Toshiba has launched its first advertising campaign for two years, the first from Grey, which secured the Toshiba advertising contract last year. Like the new Carling campaign we reviewed (on 8 January, page 14), Grey has very big shoes to fill.
Toshiba's last TV push in 2005 harked back to its most famous campaign: the 1985 "'Ello Tosh, gotta Toshiba?" ads that featured Ian Dury.
The new campaign shows how far we have come since the 1980s. The sound is now ambient, and where there were once cartoon blueprints, the ads now show hi-tech close-ups on the surfaces of microchips and other components. However, the message of the two campaigns is much the same: promoting Toshiba's innovation and quality.
In 1985, the message was that Toshiba's flat-screen televisions "ain't half built well". Today, the far more classy, controlled voice-over tells us how Toshiba makes round, rounder; fast, faster; small, smaller; and light, lighter, in its new Portege laptop. The strapline is, "Toshiba leading innovation".
Toshiba's figures on BrandIndex suggest the ad has been a real success. There is no obvious leap in the brand's buzz since the ad first aired on 21 January, but there is an undeniable effect upon the underlying scores.
General impressions are up four points to +29, and perceptions of Toshiba's quality have risen seven points to +32.
The only downwards movement in Toshiba's figures is in the customer satisfaction scores, which rose after the ad launched, but slumped after Woolworths announced last month that it would no longer sell movies on Toshiba's HD DVD format.
Presumably, the fall was due to the people who had bought Toshiba HD DVD players being disappointed that they may have backed the wrong format.

Methodology: YouGov interviews 2,000 people each weekday to form its BrandIndex, a daily measure of public perception of more than 1,100 consumer brands across 32 sectors.
It is measured on a seven-point profile:
1. Buzz
2. General impression
3. Quality
4. Value
5. Satisfaction
6. Recommend
7. Corporate reputation
In addition, we supply an index score.
By Sundip Chahal,
Toshiba's last TV push in 2005 harked back to its most famous campaign: the 1985 "'Ello Tosh, gotta Toshiba?" ads that featured Ian Dury.
The new campaign shows how far we have come since the 1980s. The sound is now ambient, and where there were once cartoon blueprints, the ads now show hi-tech close-ups on the surfaces of microchips and other components. However, the message of the two campaigns is much the same: promoting Toshiba's innovation and quality.
In 1985, the message was that Toshiba's flat-screen televisions "ain't half built well". Today, the far more classy, controlled voice-over tells us how Toshiba makes round, rounder; fast, faster; small, smaller; and light, lighter, in its new Portege laptop. The strapline is, "Toshiba leading innovation".
Toshiba's figures on BrandIndex suggest the ad has been a real success. There is no obvious leap in the brand's buzz since the ad first aired on 21 January, but there is an undeniable effect upon the underlying scores.
General impressions are up four points to +29, and perceptions of Toshiba's quality have risen seven points to +32.
The only downwards movement in Toshiba's figures is in the customer satisfaction scores, which rose after the ad launched, but slumped after Woolworths announced last month that it would no longer sell movies on Toshiba's HD DVD format.
Presumably, the fall was due to the people who had bought Toshiba HD DVD players being disappointed that they may have backed the wrong format.

Methodology: YouGov interviews 2,000 people each weekday to form its BrandIndex, a daily measure of public perception of more than 1,100 consumer brands across 32 sectors.
It is measured on a seven-point profile:
1. Buzz
2. General impression
3. Quality
4. Value
5. Satisfaction
6. Recommend
7. Corporate reputation
In addition, we supply an index score.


## [DIRECTIONS FOR THIS TASK]
Using the material below, copy every line where "square" appears.

## [MATERIAL PROVIDED]
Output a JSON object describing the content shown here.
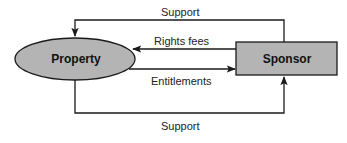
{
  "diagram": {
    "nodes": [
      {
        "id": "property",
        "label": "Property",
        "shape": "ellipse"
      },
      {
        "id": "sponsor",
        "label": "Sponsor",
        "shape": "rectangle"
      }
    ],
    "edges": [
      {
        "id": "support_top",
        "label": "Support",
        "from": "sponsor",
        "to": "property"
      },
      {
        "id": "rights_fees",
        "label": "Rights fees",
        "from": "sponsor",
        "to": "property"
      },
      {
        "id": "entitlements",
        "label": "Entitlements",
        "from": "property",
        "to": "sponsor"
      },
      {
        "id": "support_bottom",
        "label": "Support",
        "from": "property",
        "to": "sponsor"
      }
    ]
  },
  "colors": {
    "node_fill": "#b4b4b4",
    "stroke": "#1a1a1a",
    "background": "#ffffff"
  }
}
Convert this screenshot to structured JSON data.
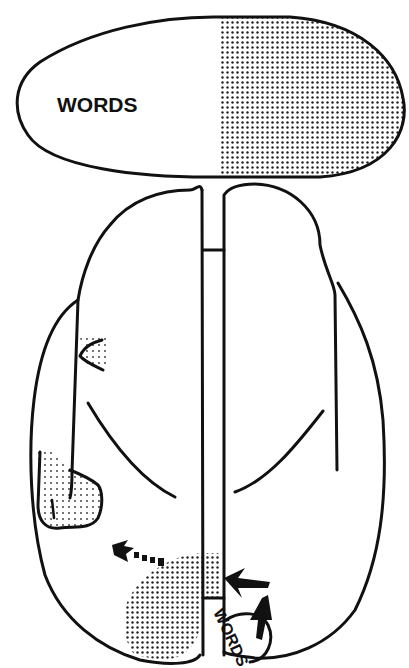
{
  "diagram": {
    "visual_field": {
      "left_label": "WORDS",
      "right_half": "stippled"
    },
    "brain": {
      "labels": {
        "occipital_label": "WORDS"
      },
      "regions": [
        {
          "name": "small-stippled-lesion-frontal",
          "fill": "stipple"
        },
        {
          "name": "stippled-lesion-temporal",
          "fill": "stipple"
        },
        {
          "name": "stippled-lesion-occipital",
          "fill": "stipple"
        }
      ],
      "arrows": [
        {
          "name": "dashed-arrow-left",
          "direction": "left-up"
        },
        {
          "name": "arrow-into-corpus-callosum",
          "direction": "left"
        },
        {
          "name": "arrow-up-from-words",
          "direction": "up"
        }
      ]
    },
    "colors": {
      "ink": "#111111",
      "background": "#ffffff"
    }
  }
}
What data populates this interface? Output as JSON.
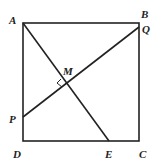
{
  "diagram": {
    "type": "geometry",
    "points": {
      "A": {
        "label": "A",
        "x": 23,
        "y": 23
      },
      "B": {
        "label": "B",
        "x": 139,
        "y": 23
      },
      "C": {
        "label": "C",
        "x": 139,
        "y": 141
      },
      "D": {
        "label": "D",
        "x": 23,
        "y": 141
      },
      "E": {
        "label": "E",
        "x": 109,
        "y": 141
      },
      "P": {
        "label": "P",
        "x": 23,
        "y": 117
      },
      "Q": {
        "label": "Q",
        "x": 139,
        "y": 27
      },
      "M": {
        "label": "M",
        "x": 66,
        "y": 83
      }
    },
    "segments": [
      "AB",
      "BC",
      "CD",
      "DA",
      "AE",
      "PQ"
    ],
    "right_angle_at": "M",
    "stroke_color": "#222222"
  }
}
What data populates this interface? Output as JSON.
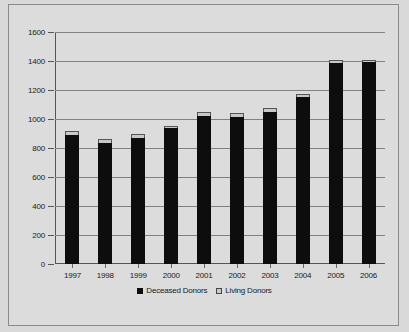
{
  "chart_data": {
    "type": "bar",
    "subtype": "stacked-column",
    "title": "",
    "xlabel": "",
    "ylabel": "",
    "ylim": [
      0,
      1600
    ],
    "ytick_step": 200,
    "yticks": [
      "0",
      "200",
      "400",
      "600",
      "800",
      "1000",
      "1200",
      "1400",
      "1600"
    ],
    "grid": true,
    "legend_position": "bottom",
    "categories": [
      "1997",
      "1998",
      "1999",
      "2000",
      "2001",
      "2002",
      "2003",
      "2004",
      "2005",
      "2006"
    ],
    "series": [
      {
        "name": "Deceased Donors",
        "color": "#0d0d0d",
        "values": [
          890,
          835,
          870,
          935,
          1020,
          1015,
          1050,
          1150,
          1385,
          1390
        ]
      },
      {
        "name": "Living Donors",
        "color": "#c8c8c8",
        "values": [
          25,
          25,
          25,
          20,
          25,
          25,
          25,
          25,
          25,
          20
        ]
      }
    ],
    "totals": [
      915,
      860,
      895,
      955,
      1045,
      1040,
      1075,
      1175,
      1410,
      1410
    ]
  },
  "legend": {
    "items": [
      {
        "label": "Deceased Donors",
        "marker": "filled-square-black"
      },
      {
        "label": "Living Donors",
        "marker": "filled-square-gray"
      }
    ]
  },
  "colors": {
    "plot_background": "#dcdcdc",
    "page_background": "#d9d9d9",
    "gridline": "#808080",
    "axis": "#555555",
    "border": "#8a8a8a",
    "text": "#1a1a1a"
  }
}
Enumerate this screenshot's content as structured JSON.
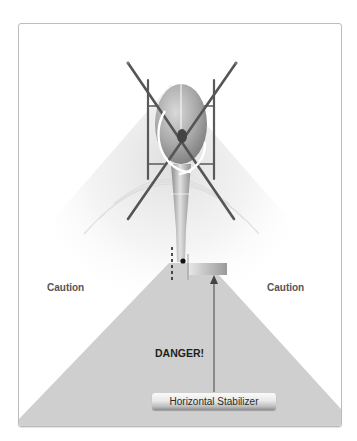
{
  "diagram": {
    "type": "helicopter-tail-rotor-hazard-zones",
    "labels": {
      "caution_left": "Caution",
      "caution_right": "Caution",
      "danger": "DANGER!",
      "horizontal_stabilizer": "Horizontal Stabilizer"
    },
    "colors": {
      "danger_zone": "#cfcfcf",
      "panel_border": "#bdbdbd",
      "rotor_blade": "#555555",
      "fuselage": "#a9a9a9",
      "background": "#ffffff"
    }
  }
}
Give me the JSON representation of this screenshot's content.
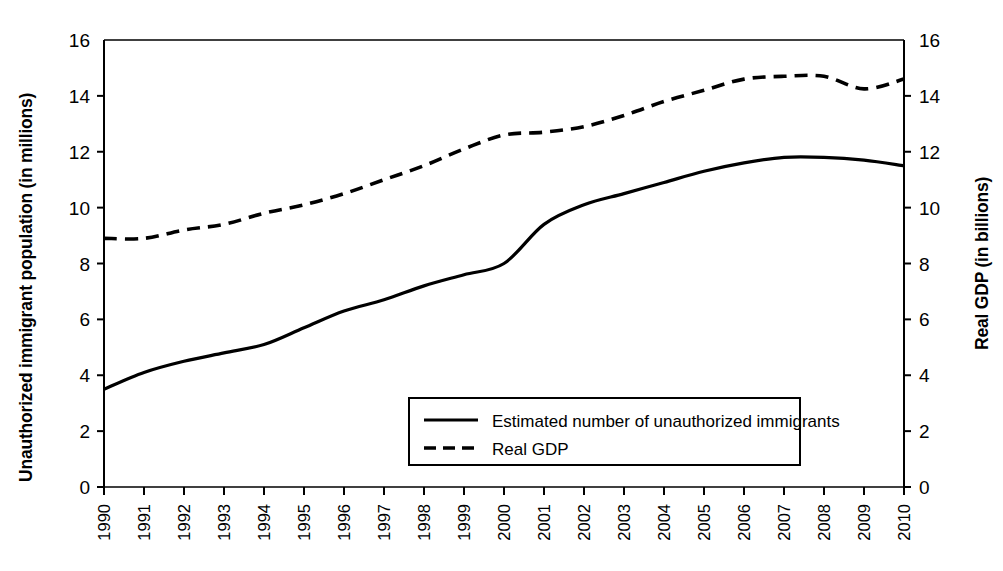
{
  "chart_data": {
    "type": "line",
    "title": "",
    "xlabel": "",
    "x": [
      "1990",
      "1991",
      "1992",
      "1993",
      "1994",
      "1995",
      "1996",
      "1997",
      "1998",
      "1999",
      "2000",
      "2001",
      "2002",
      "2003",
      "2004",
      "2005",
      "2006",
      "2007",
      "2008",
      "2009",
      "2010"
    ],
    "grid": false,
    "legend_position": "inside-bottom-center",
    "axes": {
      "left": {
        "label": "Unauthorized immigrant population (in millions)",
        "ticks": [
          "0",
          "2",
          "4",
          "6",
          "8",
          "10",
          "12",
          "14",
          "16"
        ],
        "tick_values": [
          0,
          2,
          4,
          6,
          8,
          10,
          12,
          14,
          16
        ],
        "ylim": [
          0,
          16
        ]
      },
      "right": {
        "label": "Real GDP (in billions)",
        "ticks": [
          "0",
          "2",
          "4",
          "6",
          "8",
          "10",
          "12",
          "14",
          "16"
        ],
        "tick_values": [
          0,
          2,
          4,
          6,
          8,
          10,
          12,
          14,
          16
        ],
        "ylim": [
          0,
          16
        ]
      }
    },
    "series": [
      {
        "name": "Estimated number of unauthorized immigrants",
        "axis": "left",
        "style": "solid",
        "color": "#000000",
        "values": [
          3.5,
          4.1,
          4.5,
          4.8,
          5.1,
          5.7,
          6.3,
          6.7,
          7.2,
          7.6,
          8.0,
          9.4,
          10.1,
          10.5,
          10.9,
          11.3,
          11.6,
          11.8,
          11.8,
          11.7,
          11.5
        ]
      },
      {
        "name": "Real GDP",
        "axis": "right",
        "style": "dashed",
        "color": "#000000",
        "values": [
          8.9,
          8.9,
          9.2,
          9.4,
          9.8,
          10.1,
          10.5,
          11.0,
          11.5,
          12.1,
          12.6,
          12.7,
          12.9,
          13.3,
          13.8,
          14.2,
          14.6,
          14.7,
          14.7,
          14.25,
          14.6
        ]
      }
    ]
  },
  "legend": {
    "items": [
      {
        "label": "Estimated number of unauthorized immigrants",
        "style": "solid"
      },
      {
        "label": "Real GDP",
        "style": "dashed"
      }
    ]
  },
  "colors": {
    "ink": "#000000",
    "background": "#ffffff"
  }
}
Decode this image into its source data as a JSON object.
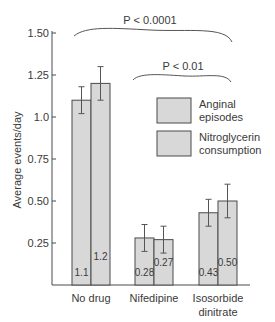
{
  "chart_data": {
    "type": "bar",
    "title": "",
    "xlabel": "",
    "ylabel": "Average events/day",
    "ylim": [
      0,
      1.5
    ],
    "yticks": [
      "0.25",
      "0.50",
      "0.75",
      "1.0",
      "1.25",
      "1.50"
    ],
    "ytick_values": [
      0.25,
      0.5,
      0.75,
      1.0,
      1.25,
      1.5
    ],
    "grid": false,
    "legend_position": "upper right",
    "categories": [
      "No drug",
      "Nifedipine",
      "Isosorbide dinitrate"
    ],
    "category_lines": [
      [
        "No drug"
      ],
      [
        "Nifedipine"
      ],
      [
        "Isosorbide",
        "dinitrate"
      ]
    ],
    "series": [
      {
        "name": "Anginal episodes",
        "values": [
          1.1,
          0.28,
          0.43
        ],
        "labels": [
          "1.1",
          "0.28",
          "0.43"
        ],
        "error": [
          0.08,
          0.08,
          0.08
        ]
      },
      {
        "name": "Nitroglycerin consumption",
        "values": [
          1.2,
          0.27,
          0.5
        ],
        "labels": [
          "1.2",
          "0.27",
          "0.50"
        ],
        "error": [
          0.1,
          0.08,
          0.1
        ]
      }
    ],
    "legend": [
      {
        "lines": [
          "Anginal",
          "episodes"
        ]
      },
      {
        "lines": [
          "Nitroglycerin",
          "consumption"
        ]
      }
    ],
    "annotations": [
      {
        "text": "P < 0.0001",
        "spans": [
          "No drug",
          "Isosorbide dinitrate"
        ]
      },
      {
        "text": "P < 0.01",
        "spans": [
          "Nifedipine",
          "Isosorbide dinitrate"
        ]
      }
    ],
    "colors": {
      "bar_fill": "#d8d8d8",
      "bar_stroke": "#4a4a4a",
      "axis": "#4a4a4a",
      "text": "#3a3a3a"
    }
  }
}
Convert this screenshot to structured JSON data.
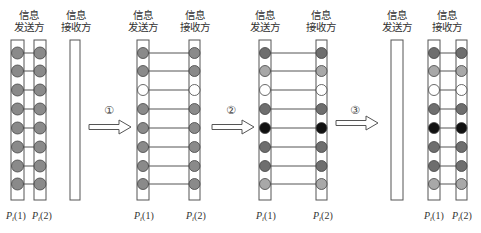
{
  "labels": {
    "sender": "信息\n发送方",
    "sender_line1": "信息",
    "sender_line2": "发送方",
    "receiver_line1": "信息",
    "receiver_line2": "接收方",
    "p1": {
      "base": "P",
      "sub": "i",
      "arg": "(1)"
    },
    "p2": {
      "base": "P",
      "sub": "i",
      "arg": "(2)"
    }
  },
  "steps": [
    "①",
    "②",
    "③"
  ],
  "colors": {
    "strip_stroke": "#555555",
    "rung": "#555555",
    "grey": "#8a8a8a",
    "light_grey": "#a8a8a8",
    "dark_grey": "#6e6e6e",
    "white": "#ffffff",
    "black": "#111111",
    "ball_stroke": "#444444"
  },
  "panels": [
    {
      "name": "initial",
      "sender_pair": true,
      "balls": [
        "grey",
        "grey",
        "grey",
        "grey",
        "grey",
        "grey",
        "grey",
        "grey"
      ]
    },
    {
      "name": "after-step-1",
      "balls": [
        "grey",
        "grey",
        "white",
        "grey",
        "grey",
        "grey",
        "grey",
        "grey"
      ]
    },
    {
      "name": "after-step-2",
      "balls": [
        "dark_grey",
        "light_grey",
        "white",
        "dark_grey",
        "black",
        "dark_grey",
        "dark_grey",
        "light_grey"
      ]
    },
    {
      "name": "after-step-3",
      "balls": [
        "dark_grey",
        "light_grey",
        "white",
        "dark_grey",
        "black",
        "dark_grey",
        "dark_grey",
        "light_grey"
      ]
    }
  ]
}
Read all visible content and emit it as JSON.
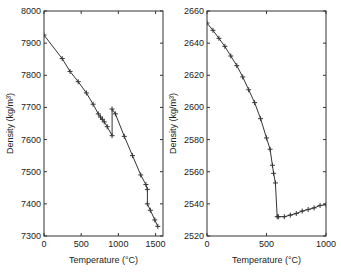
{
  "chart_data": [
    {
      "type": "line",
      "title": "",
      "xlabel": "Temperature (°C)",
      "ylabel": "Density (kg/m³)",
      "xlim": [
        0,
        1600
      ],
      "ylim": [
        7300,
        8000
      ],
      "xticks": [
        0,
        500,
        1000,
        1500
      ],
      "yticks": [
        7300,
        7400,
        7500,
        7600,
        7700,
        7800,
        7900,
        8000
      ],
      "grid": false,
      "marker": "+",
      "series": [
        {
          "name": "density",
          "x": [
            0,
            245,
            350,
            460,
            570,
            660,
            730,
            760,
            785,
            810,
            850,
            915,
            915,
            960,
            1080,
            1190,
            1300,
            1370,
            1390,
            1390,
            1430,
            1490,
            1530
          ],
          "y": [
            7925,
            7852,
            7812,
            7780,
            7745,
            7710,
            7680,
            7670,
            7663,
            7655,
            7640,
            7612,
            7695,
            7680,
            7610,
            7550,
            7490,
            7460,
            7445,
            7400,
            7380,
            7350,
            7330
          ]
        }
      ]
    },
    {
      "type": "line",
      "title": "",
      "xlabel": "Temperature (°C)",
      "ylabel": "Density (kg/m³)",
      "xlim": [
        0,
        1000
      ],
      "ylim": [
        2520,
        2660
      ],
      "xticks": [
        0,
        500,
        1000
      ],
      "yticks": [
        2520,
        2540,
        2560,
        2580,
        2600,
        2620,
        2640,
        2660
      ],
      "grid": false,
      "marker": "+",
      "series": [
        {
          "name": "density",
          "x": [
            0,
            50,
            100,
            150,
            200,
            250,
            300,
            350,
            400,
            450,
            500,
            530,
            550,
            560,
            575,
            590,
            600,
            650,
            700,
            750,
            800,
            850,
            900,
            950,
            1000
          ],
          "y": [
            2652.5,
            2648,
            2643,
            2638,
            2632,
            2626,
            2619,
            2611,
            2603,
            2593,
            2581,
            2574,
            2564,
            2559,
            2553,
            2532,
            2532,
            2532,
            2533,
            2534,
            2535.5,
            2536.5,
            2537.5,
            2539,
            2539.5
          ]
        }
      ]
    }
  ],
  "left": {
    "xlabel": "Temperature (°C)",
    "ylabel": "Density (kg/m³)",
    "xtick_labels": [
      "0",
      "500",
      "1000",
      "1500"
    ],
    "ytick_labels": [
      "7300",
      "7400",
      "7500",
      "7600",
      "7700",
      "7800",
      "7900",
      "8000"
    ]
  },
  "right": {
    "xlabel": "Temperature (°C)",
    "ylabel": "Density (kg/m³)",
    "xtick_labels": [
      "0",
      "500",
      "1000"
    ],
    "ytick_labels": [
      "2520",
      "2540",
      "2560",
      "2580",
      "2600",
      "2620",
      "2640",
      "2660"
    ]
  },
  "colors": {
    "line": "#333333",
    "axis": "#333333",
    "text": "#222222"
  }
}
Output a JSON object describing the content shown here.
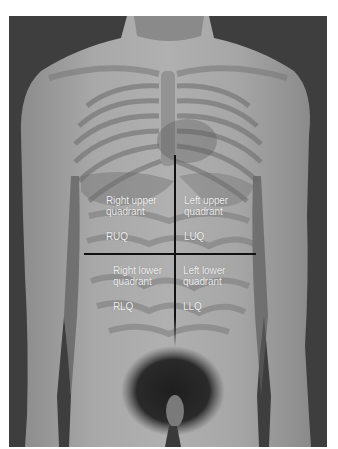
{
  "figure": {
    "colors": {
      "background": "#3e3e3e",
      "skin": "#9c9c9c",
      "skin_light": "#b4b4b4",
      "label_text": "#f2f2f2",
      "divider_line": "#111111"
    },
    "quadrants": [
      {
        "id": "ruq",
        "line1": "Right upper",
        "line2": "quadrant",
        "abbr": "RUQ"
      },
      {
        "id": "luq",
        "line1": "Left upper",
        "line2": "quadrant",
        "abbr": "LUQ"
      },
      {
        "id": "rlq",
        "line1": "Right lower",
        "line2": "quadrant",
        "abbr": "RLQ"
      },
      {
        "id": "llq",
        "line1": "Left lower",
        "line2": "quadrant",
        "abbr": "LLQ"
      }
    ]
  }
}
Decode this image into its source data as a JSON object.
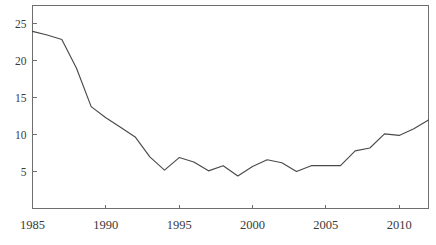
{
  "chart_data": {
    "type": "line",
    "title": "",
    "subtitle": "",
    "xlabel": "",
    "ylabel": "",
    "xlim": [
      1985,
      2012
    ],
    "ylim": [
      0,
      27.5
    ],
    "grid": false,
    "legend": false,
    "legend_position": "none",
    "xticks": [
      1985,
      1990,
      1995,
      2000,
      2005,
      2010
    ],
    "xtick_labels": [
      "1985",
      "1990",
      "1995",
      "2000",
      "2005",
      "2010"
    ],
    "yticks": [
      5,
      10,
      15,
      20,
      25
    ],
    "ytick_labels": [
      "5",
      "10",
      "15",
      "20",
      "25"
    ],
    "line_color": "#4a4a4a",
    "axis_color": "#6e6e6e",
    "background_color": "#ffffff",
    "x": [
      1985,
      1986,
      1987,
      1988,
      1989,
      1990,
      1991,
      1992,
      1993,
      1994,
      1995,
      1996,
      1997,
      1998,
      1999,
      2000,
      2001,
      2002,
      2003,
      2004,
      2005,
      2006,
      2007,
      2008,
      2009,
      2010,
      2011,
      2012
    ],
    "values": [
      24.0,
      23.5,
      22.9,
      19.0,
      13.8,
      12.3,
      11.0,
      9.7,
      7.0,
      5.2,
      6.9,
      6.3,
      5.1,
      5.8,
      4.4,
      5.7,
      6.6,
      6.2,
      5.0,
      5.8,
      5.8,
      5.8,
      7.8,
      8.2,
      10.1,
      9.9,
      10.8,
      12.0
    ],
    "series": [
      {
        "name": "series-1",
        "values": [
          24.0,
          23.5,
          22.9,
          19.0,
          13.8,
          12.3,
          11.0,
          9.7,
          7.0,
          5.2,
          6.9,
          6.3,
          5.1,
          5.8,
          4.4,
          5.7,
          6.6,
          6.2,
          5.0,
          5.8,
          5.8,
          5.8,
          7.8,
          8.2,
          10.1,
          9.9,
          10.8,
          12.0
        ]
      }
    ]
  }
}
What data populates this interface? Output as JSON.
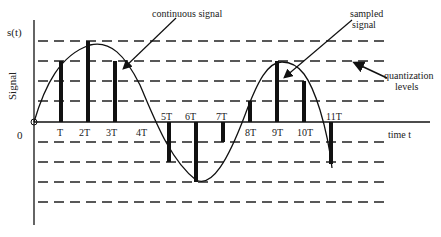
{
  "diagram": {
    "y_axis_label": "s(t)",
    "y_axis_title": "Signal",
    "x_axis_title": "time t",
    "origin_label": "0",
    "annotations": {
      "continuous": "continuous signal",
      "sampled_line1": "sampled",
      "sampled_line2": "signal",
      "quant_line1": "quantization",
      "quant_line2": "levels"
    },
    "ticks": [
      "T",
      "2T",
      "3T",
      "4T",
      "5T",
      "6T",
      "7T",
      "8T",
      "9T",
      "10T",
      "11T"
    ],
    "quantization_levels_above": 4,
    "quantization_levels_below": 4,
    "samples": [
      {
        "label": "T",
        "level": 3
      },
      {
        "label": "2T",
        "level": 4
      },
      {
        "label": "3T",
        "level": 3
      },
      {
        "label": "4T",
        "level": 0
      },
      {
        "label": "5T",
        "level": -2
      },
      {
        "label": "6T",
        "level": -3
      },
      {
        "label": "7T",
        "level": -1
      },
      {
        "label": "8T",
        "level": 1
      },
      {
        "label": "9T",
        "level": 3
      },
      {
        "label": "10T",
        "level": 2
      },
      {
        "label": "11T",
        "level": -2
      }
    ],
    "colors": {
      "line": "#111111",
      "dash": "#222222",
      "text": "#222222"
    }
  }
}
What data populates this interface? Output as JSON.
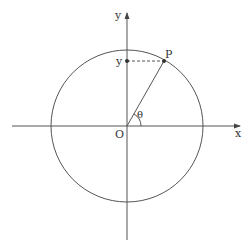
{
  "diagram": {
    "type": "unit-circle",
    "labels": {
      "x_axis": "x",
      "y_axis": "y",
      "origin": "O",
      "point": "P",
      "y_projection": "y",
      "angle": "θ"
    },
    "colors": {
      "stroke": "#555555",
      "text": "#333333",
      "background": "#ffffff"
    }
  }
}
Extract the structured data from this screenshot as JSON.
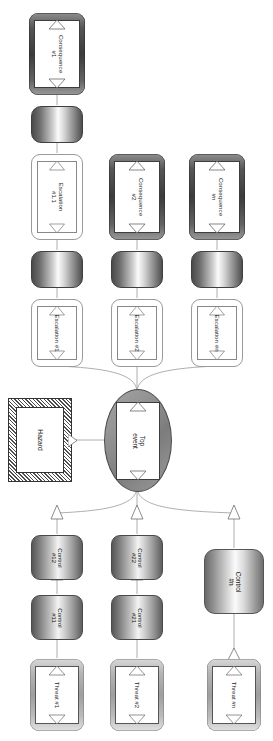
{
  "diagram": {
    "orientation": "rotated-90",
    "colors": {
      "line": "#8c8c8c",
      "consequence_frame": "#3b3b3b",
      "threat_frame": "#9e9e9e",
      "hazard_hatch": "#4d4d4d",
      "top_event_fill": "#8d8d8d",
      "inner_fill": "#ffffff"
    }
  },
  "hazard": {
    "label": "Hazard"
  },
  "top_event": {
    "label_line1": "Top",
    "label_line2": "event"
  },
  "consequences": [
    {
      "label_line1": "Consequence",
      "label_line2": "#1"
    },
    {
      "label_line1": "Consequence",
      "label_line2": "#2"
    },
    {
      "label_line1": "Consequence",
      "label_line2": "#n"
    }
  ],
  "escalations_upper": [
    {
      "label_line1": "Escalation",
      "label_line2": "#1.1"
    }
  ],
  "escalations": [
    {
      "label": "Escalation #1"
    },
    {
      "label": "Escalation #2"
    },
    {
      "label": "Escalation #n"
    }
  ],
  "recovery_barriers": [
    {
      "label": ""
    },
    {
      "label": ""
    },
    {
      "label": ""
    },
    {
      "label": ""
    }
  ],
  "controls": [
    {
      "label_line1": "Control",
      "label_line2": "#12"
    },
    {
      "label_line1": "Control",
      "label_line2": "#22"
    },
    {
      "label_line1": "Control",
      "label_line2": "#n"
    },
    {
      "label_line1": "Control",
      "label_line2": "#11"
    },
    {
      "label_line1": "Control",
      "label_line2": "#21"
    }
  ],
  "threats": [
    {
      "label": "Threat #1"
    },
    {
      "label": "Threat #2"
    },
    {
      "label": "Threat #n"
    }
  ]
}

## [FINISHED EXERCISE]
        "marker": "filled-square-black"
        "marker": "filled-square-gray"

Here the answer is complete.